Kimchi: Network Cost-aware Geo-distributed Data Analytics System

Project Motivation

Geo-distributed data analytics (GDA) has become a popular method for mining valuable information from globally distributed big data generated by users and systems in a multi-cloud environment, in areas as diverse as querying global trend detection on social network data, and log monitoring of geo-distributed CDN servers.

Many GDA systems have focused on the network performance-bottleneck: inter-data center (DC) network bandwidth to improve query performance. Unfortunately, these systems may encounter a cost-bottleneck ($) because they have not considered data transfer cost ($), one of the most expensive and heterogeneous resources in a multi-cloud environment.

Large-scale geo-distributed data

One may think that minimizing WAN usage results in minimized cost. Yet, this is not always true due to heterogeneous cloud pricing policies, e.g., up to an 8X inter-DC transfer cost difference even within the same cloud provider (AWS), and a 12.5X cost difference across cloud providers (AWS and Azure). Due to the heterogeneity data transfer cost, minimizing data transfer size may not lead to the minimum data transfer cost.

To consider cost, we are motivated by the following questions.

To answer these questions, we have designed and implemented Kimchi, a cost-aware GDA system. The goal of Kimchi is to explore a richer cost-performance tradeoff space and to achieve the best performance within a desired cost budget. To this end, Kimchi solves a constrained MIP (mixed integer programming) task placement problem that meets a desired tradeoff preference.

Architecture

To evaluate the optimized task placement in a multi-cloud environment, Kimchi requires inputs from underlying GDA systems.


What you need to do →
Could you reproduce all the entries under this sentence exactly, leaving the images aside?

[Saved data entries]

++++++++

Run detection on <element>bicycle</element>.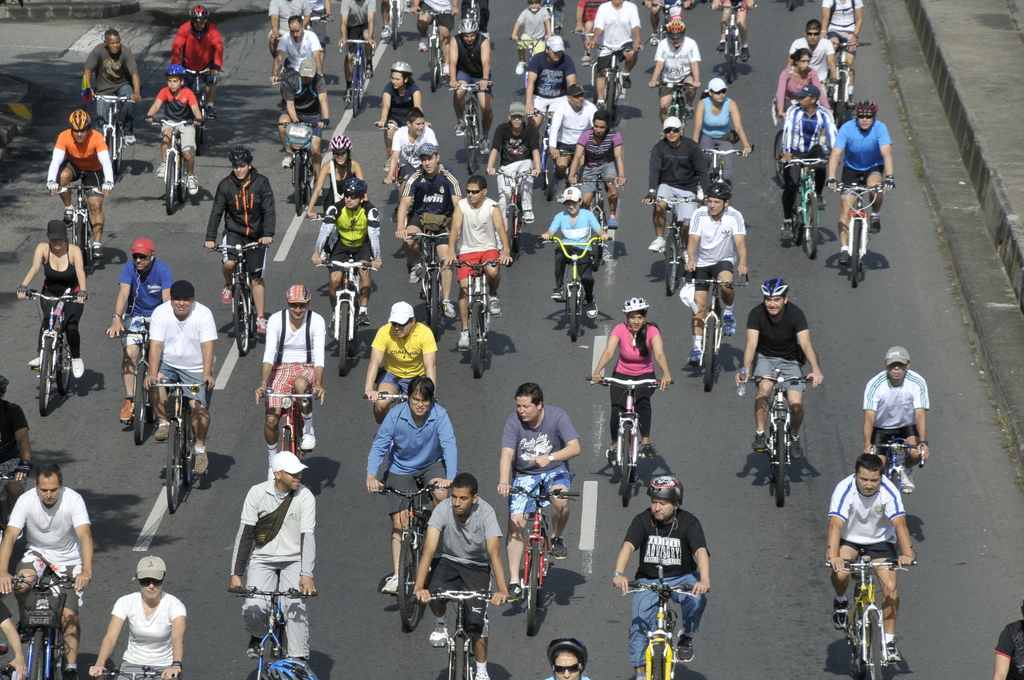
Result: (left=299, top=17, right=339, bottom=54).
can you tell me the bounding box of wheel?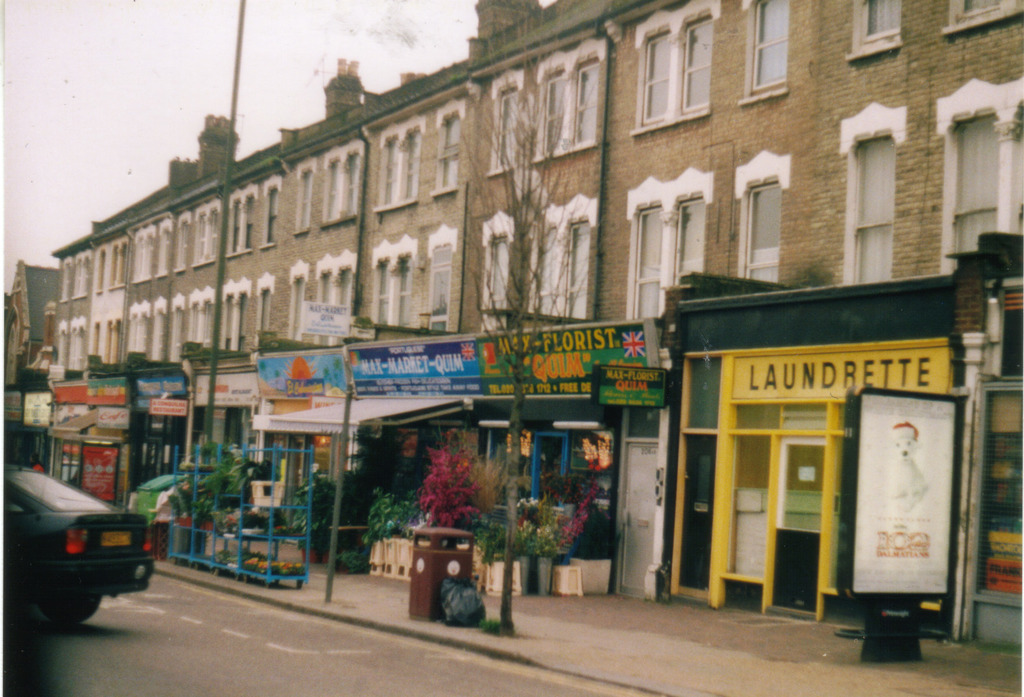
l=38, t=591, r=105, b=629.
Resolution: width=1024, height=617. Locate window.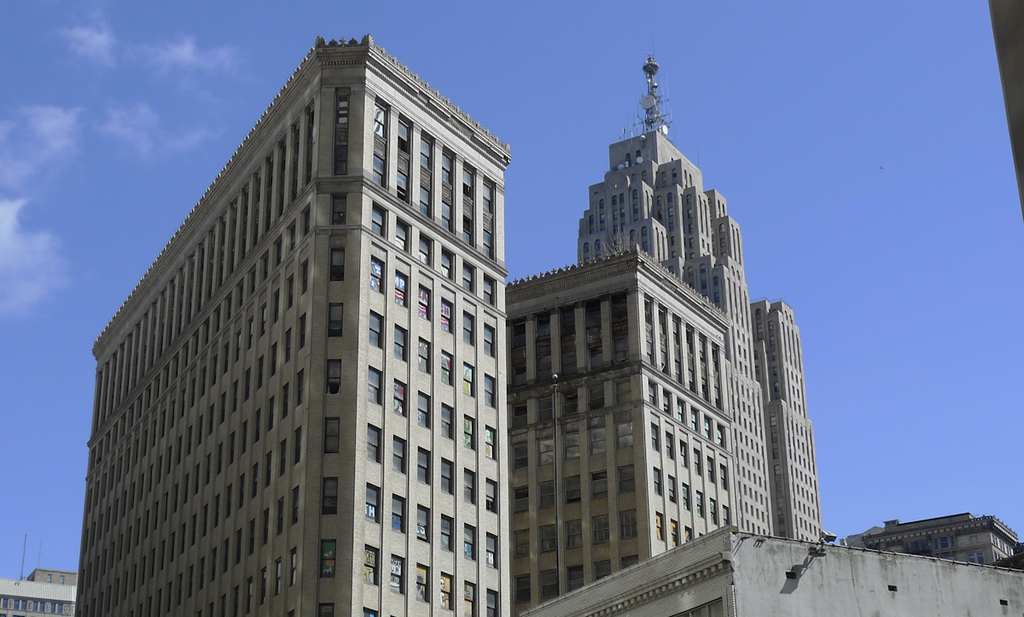
x1=413 y1=229 x2=427 y2=267.
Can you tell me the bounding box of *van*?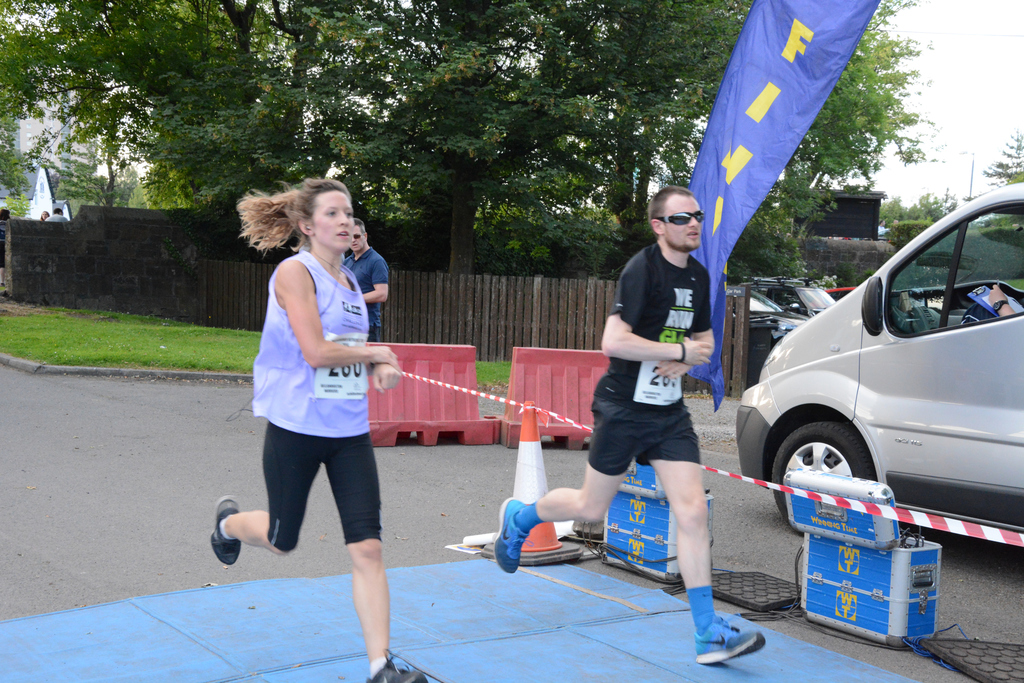
bbox=(733, 181, 1023, 534).
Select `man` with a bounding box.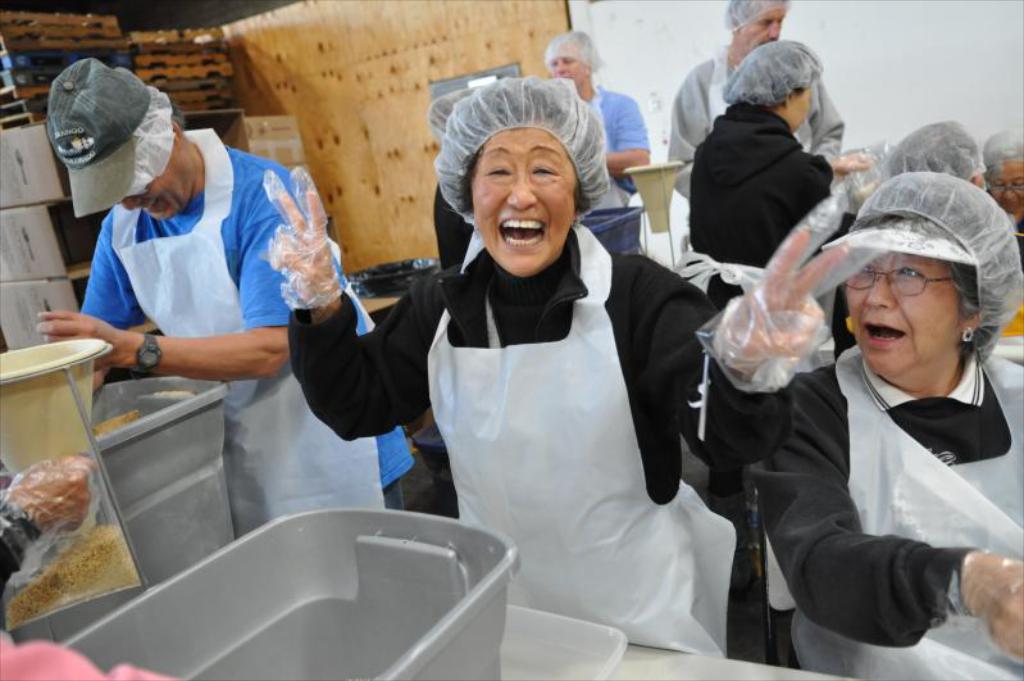
<bbox>543, 27, 650, 204</bbox>.
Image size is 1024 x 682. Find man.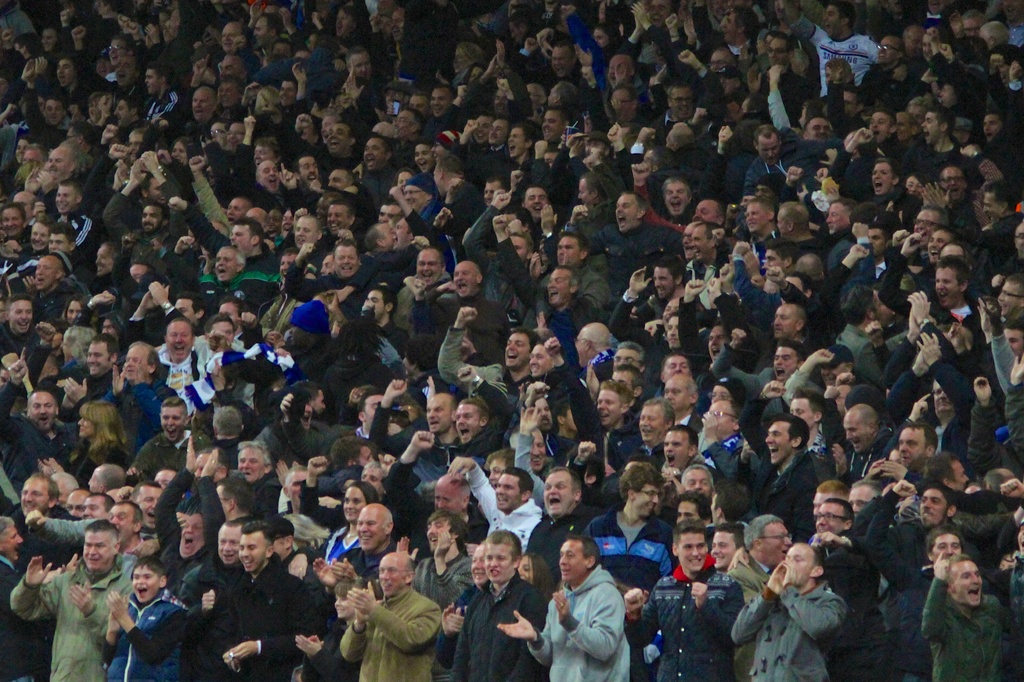
crop(337, 503, 397, 580).
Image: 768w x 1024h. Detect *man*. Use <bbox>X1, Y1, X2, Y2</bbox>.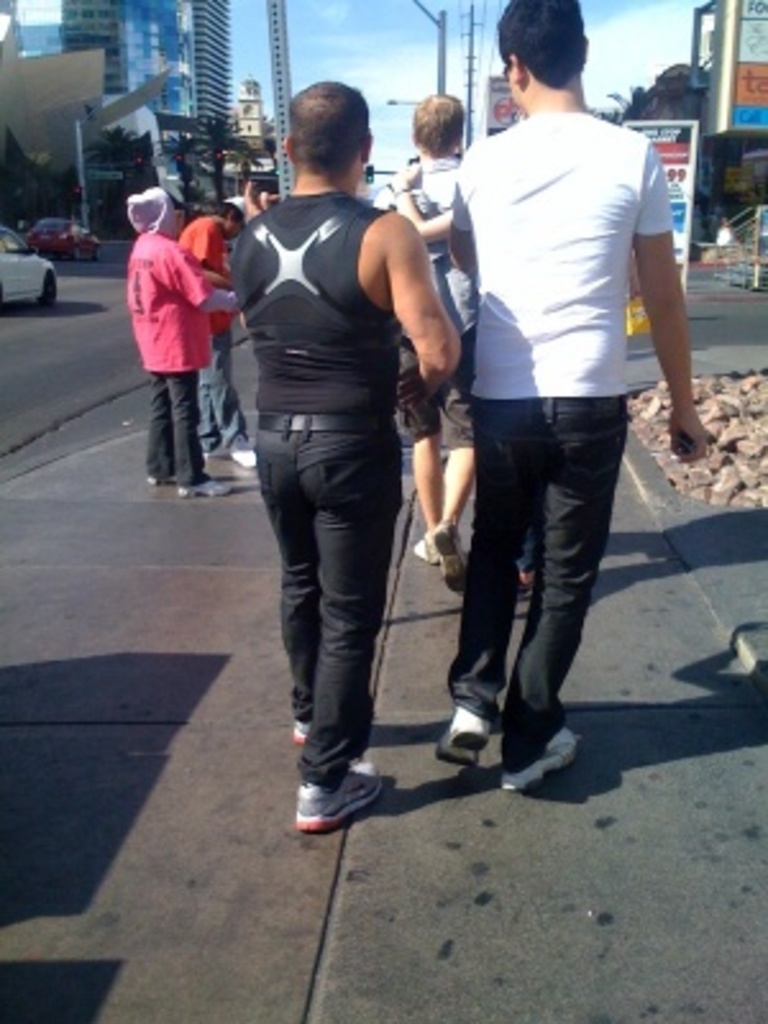
<bbox>402, 20, 673, 655</bbox>.
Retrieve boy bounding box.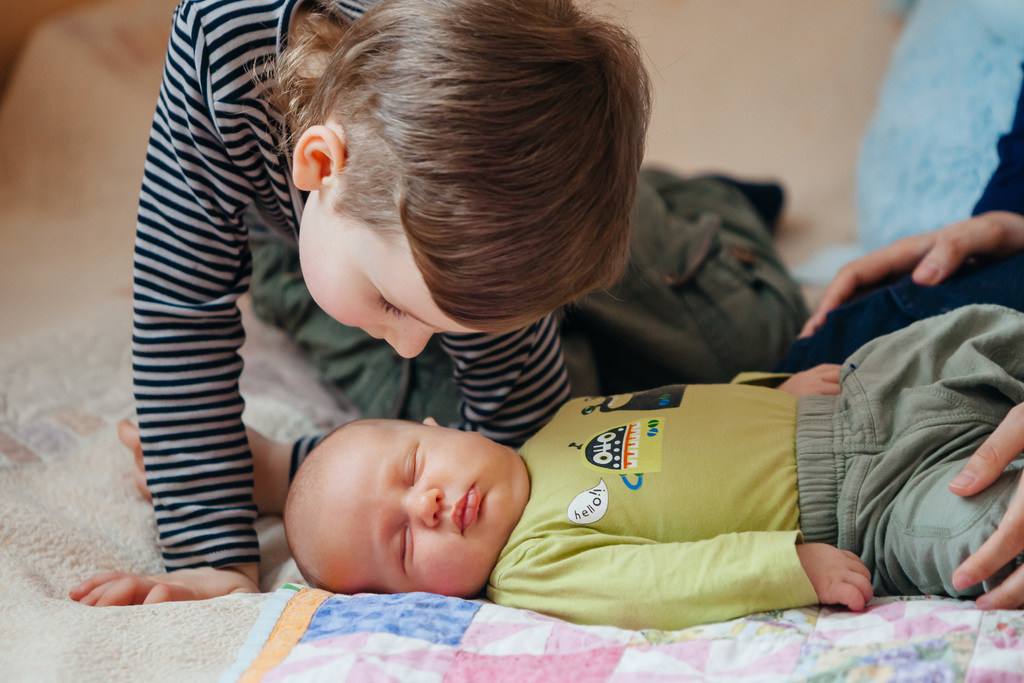
Bounding box: bbox=[274, 286, 1023, 622].
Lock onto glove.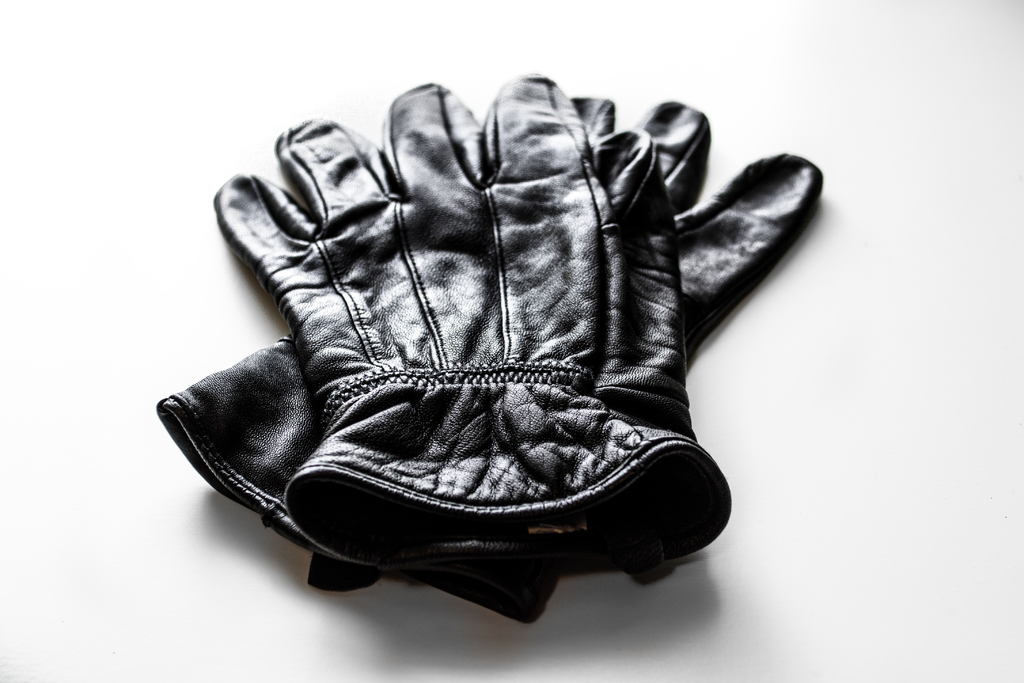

++++++++

Exercise result →
Run detection on <element>bicycle</element>.
Result: (left=299, top=17, right=339, bottom=54).
can you tell me the bounding box of wheel?
l=38, t=591, r=105, b=629.
Resolution: width=1024, height=617. Locate window.
x1=413 y1=229 x2=427 y2=267.
Can you tell me the bounding box of *van*?
bbox=(733, 181, 1023, 534).
Select `man` with a bounding box.
<bbox>543, 27, 650, 204</bbox>.
Image size is 1024 x 682. Find man.
crop(337, 503, 397, 580).
Image: 768w x 1024h. Detect *man*. Use <bbox>X1, Y1, X2, Y2</bbox>.
<bbox>402, 20, 673, 655</bbox>.
Retrieve boy bounding box.
Bounding box: bbox=[274, 286, 1023, 622].
Lock onto glove.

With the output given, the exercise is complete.